Guggenheim Case Argued

If you are a regulatory inverse condemnation junkie, and particularly if you are into takings in the rent control context, we highly recommend the report of our fellow blogger Robert Thomas, on yesterday’s oral argument before the U.S. Court of Appeals for the 9th Circuit, sitting en banc — that’s eleven federal appellate judges — in the case of Guggenheim v. City of Goleta.
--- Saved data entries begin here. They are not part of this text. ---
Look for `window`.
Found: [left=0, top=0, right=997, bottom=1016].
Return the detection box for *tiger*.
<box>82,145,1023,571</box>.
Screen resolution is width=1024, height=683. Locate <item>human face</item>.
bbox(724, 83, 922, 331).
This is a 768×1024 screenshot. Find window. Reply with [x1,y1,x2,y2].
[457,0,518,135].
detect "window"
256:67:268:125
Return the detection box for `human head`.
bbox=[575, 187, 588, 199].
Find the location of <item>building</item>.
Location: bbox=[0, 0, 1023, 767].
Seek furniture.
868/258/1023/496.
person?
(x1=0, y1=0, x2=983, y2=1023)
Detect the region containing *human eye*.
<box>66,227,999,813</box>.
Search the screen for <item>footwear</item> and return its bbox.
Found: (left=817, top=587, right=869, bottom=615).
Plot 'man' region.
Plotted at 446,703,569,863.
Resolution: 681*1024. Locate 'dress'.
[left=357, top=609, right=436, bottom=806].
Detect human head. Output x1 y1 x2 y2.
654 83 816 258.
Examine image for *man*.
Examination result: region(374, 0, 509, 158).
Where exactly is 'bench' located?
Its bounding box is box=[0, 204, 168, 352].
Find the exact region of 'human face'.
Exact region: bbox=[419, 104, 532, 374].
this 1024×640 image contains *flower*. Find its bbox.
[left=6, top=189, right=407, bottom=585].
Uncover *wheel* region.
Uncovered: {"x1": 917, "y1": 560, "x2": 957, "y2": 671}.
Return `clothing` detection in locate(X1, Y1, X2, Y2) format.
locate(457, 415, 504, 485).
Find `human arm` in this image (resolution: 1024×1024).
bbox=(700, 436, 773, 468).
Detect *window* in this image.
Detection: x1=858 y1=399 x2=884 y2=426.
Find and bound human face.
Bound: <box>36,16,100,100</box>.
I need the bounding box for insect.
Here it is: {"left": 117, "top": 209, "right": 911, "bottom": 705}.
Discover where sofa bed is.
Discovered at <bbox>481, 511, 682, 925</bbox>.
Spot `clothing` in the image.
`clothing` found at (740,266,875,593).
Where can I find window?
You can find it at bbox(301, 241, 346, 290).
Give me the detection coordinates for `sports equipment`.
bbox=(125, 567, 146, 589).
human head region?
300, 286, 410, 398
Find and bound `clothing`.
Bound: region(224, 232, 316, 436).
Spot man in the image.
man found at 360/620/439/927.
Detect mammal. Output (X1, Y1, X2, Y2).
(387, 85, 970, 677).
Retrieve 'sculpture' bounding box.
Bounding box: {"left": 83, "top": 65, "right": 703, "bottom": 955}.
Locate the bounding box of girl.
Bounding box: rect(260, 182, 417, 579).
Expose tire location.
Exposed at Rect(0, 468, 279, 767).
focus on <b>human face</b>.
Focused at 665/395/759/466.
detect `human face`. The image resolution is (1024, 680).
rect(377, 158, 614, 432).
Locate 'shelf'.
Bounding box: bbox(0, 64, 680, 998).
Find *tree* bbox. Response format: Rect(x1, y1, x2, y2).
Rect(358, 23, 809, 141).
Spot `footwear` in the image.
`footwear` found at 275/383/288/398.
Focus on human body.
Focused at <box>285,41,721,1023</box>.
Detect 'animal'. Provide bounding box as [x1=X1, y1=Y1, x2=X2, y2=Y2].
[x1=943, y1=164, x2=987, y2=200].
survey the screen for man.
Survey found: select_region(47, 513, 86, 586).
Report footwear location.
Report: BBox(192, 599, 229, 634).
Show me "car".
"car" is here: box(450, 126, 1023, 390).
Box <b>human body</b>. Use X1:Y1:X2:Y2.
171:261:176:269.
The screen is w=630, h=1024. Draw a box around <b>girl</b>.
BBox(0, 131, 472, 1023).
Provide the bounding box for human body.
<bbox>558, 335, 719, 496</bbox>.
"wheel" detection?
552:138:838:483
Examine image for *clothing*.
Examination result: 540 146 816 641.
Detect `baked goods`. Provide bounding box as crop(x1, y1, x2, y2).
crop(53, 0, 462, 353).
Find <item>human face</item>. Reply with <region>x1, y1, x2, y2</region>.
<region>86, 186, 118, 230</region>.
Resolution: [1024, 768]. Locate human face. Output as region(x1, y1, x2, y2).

Guggenheim is the case in which a three-judge panel of the 9th Circuit held 2 to 1 that the Goleta mobile home rent control ordinance was a taking of the landlord’s property because it monetized the controlled rent advantage, and allowed a departing mobile home tenant to sell it (i.e., to sell the right of occupancy at controlled rents) for a pretty penny to the successor tenant. There was evidence that a used mobile home in place, that had a fair market value of a few thousand dollars, would be sold by the departing tenants to their successors for six figures because it carried with it the right to occupy it at low, controlled rents. So what the ordinance thus accomplished was not a real reduction of rents, but a transfer of the landlord’s right to receive market rents to the tenant who could now disguise them as the “price” of the used mobile home and sell them to his successor, thus taking that money out of the landlord’s pocket.

Roberts offers a thorough, first class, three-part report on the oral argument. We recommend it — go to http://www.inversecondemnation.com/inversecondemnation/2010/06/ninth-circuit-rent-control-taking-case-guggenheim-en-banc-oral-argument-report.html

So the coin is in the air. Stay tuned.

What’s a puzzle to us is that no one, it seems, challenged the ordinance as arbitrary and irrational on its face. The essence of rent control ordinances is that they reduce rents. Here, however, the ordinance did not reduce rents for anybody except those few lucky tenants who happened to be in occupancy when the rent control ordinance was enacted. All other [successor] tenants had to pay market rent, albeit diguised as the artificially inflated price of the mobile home, that the departing tenants got to charge their successors. In other words,  the “price” of the used mobile home, was not really its price but the price of the right of occupancy at controlled low rents.

So it seems to us that a rent control ordinance that does not control rents and confers a windfall (at the landlord’s expense) only on the first generation of tenants  and soaks their successors is both irrational and invidiously discriminatory. Don’t you agree?